X-Message-Number: 8656
From:  (Thomas Donaldson)
Subject: one more comment for John
Date: Thu, 2 Oct 1997 23:18:10 -0700 (PDT)

Hi again!

I forgot to answer another one of your claims, to wit, that working with a
finite Turing machine would be worthless since the sizes and capabilities of
computers are changing very fast.

I really don't understand how that could be a problem. You use these 
algebraic things called VARIABLES. ie. let NT be the number of spaces on
the tape of the Turing machine, and p0 and p1 be the time it takes to
write down a 0 or a 1, and VT be the speed with which it can move over
one space on the tape. Then you can do such things as study whether it can
perform a given algorithm more efficiently with large NT and high VT or 
whether only a high VT is needed. You can even discuss the algorithms it
might perform with sets of the 4 parameters (NT,VT,p0,p1) --- though you
could not prove no algorithm would do better than the one you had chosen,
you could at least make a mapping: Turing machines with parameters 
(NT1,VT1,p01,p11) can do A,B,C but cannot accomplish D. That would be
interesting. ie. such and such a Turing Machine with parameters (NT,VT,
p0,p1) could do all the jobs involved in accounting for a small business,
but not solve partial differential equations in 2 dimensions.

Naturally when you bring finitude into the issue, you also bring the 
possibility that machines designed other than the way a Turing machine is
designed may work better on some jobs... or even most jobs. But by using
variables rather than constants, you've got a way to explore the range of
possible machines, too. You may not have heard of this, but a breath of
it happens in parallel computing, where we have classes of machines:
SIMD machines, MIMD machines, multiprocessors with the same addressing
space, multiprocesors with distributed addressing spaces, and so on. Even
though people have persisted in coming up with machines which did not fit
the previous categories, the categories themselves were still useful ---
if only to get people to think of machines which did not fit in them.
And some results are almost trite, but still worth knowing: if you have
a MIMD machine then just what you can do depends a lot on how fast you
can send messages between the different processors. If it is emulating
a machine with a single memory, then depending on message-passing 
speed you may (or may NOT) have to pay attention to where you or your
compiler puts your variables. No doubt with quantum computers we'll get
even more florid classes.

But fundamentally, the advantage of including such limits is that your
results become much more pertinent to practical computing.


• _Exercise aim_
Using the listing that follows, filter out every line lacking the string "maximum" and return the rest.

• _Provided data_
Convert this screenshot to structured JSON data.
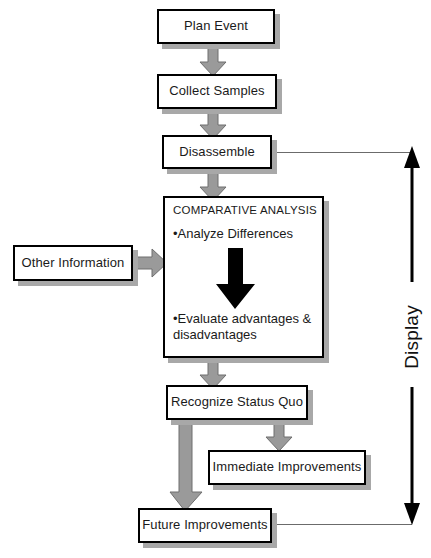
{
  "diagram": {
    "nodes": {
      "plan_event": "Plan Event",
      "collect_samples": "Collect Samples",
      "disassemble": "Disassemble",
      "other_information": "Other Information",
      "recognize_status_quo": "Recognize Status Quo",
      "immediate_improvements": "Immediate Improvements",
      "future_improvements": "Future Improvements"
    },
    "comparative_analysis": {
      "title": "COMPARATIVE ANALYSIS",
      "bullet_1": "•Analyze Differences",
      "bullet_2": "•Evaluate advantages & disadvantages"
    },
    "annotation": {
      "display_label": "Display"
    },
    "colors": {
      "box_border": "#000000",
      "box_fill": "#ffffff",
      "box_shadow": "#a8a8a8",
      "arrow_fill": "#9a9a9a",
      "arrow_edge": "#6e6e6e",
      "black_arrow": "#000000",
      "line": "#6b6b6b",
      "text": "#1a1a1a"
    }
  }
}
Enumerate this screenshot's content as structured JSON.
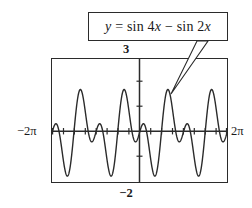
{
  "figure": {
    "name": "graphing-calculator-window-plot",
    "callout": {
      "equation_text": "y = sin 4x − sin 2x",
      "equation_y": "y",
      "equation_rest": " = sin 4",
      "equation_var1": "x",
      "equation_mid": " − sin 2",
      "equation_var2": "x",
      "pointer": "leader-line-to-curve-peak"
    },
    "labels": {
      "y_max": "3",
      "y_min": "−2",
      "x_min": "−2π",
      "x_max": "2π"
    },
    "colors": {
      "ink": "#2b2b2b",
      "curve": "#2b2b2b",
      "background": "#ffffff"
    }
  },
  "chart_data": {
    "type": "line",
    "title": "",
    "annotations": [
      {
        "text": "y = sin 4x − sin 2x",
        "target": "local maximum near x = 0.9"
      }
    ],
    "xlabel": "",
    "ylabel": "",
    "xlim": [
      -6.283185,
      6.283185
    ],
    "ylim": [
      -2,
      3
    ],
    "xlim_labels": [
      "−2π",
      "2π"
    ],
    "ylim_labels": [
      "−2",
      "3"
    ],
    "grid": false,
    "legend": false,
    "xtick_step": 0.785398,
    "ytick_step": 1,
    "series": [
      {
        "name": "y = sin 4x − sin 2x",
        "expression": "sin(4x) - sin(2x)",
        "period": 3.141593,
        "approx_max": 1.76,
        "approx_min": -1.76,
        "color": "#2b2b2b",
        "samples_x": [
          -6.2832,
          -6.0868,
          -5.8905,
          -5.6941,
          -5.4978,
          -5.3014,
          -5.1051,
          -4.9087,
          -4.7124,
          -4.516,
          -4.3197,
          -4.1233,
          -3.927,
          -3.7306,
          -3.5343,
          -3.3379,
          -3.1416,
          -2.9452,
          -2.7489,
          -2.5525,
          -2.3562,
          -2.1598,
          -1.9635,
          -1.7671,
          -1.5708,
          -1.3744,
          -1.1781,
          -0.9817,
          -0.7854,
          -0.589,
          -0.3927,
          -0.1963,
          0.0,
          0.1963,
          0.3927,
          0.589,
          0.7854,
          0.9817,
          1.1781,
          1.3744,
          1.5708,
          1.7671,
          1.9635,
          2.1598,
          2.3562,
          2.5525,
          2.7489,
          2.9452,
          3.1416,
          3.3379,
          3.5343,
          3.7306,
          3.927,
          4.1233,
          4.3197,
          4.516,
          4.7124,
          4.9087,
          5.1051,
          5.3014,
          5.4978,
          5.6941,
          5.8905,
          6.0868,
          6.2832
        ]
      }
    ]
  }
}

==

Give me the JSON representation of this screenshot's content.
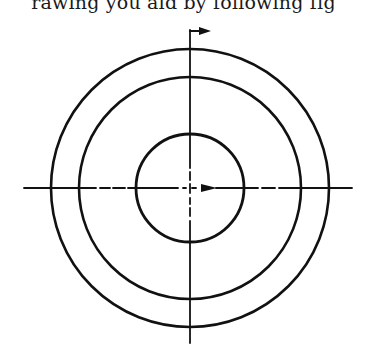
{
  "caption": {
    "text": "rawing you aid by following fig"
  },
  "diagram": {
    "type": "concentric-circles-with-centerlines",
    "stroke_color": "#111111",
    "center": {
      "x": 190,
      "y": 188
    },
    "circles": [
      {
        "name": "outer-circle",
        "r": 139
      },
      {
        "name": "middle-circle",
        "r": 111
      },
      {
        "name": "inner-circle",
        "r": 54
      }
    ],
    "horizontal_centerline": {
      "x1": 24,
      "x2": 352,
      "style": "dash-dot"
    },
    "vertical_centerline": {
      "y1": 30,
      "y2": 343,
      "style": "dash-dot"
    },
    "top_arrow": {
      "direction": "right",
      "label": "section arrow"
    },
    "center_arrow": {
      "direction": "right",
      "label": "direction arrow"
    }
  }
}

--

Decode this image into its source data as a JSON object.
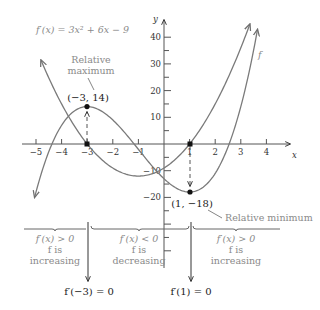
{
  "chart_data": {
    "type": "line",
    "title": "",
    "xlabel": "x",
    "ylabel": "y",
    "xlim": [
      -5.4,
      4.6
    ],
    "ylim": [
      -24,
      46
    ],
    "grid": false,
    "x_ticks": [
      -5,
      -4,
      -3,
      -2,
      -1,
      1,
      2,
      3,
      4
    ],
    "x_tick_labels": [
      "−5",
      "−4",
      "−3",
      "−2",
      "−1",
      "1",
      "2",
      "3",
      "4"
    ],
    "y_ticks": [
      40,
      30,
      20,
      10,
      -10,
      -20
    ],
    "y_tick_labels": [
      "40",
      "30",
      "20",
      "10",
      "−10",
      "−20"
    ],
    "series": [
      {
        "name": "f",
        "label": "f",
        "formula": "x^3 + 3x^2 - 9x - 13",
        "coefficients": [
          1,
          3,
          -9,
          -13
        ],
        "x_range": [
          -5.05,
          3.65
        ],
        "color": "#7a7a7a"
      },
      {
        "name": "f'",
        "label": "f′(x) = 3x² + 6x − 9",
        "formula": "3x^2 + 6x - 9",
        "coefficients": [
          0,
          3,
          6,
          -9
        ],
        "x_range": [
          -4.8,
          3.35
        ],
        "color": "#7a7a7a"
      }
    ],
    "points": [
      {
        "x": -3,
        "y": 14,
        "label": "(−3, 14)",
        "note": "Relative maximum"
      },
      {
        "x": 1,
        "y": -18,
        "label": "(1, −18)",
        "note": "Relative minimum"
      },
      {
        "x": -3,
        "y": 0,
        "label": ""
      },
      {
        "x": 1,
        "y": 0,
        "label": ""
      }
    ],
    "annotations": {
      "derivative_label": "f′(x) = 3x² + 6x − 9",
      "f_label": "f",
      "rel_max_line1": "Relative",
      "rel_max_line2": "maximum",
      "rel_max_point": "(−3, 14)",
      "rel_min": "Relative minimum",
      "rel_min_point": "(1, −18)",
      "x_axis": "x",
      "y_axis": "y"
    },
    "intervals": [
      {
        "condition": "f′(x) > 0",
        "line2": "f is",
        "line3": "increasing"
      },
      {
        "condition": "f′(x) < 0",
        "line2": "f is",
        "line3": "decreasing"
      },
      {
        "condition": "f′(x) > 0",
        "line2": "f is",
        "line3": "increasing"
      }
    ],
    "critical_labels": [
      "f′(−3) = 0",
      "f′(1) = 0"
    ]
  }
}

• _Solved exercise_
        "target": "local maximum near x = 0.9"
        "note": "Relative maximum"
      "rel_max_line2": "maximum",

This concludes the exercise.